Polygamous cultures would be an interesting place to look. But that’s not a great example either as these are typically traditional societies with traditional courtship norms. However, the historical rarity of polyandry vs the near ubiquity of polygyny doesn’t really point towards an equitable outcome in the absence of monogamy.
The 20/80 rule doesn’t apply to just harems. It applies to overall lifetimes as well.
Thanks for the feedback. This definitely seems to be the most common criticism on the Reddit thread, and it’s one that my pre-posting reviewer brought up. I guess I should have listened to him, eh? I disagree insofar as I don’t think most manosphere writers qualify their claims in quite the way you’re describing, but I think I’ll try to address that in a future post.
There is also the possibility that we’re observing apparent symmetry because men adjust their behavior in order to force the symmetry to exist. An analogy: if the crime statistics for an area are low, it could be because crime is low, or it could be because everyone avoids the area since it’s dangerous. In the same way, a lot of men report feeling pressure to be the primary earner. If men have to work (say) twice as hard as women to end up with an even partnership, that’d probably give rise to feelings of resentment.
I know that personally, in an ideal world, I’d like to be a stay at home dad and homeschool my kids. But I feel extremely confident that I wouldn’t be able to succeed on the marriage market if I were transparent about that desire, because many women use careers as a proxy for male competence and overall status.
I don’t think this angle would change the picture TOO much, but I do think it’s worth considering.
“could be because crime is low” should read “could be because the area is genuinely safe”

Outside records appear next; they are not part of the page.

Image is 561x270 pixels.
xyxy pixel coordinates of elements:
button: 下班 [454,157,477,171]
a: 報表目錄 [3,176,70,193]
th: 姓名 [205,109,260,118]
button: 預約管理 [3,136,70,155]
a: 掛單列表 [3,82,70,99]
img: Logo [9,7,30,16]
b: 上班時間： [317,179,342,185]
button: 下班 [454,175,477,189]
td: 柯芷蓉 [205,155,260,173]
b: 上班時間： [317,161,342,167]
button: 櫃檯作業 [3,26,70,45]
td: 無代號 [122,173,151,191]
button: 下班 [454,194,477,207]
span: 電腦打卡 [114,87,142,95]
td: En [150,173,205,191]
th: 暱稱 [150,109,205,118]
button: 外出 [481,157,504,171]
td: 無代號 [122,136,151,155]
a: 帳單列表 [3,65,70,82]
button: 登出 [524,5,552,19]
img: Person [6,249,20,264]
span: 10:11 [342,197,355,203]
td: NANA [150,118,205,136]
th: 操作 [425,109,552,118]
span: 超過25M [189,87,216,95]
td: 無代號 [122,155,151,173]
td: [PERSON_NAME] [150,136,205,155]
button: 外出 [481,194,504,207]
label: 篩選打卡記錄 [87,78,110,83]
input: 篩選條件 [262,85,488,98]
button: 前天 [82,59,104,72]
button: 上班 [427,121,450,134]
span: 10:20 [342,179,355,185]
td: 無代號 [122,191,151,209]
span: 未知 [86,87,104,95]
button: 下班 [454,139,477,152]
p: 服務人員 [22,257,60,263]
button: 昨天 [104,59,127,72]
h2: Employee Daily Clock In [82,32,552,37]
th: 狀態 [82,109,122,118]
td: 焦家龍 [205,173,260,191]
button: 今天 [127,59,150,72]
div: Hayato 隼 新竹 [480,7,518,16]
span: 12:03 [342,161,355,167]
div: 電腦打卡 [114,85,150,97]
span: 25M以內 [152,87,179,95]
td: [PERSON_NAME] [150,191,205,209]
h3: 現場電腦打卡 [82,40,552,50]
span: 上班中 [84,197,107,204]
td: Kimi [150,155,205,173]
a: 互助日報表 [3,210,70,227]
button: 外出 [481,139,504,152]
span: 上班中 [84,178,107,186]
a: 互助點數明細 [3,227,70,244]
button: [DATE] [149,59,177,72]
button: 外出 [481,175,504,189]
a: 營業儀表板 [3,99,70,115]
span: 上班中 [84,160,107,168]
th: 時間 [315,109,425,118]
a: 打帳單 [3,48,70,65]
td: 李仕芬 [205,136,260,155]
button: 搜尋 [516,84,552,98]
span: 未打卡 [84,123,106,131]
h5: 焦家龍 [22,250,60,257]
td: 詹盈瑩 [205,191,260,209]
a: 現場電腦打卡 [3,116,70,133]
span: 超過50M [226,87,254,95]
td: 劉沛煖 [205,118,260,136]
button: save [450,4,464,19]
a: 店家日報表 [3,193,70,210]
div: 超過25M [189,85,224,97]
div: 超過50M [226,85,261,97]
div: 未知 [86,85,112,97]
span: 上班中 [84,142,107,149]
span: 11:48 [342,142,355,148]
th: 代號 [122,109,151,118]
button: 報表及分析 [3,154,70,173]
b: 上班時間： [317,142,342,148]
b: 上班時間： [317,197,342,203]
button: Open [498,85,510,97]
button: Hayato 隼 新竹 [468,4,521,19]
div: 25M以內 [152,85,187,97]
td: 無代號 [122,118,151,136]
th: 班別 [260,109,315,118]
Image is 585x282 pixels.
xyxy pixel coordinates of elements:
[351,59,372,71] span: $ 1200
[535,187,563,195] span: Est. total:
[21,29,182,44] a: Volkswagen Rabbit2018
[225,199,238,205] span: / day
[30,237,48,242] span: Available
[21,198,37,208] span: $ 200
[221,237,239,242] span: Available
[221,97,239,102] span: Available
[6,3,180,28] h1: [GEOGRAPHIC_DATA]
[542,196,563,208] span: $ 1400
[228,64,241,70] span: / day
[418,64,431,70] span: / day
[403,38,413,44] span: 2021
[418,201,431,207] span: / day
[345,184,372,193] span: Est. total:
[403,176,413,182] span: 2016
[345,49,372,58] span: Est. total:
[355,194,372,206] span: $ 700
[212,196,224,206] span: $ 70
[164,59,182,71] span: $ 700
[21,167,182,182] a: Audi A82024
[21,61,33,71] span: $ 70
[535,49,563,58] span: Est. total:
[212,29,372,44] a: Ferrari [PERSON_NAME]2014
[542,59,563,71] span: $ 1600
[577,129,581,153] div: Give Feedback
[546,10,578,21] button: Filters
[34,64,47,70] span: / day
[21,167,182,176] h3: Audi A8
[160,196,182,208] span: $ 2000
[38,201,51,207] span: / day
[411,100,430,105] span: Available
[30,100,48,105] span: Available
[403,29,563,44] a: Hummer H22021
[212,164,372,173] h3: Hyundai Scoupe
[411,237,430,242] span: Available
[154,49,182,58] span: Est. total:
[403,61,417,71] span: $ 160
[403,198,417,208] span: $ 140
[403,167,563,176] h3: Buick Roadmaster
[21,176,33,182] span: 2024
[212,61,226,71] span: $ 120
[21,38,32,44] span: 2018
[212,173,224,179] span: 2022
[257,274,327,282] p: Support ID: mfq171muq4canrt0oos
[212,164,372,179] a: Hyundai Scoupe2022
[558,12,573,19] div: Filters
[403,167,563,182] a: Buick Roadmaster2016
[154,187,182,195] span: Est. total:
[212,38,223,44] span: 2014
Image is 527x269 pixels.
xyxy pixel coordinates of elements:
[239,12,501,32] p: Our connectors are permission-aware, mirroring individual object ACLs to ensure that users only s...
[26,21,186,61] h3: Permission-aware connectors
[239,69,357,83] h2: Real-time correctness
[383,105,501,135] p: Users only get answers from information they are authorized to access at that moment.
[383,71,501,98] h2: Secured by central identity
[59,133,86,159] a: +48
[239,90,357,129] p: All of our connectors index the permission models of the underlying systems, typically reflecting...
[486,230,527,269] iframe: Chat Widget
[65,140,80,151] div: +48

Thanks for the feedback. Yeah, that kind of thing was what I was trying to hint at near the end, when I talk about the difference between objective and subjective symmetry. It’s clearly the case that women don’t have to do the same kind of work as men do when it comes to dating; my personal opinion is that’s balanced by their having to do more of other kinds of dating-related work. But I understand why that would seem irrelevant to, say, a very shy or financially unsuccessful man who has a hard time doing the specific kind of work that dating requires of him. That was me in my early twenties, though for the most part I managed to keep a lid on resentment.
Chad and Stacy, in the popular stereotype, are the most typically attractive males and females. But what if the most promiscuous women aren’t the most attractive women?
https://www.hookingupsmart.com/2013/02/12/hookinguprealities/the-most-attractive-women-have-the-least-casual-sex/
Apologies for the source there: it links to a paywalled paper so I can’t directly link or confirm that the conclusions are correct. But I think that the question itself is worth raising and needs to be taken into consideration.
Here, why do you not try replying to the Great Popp.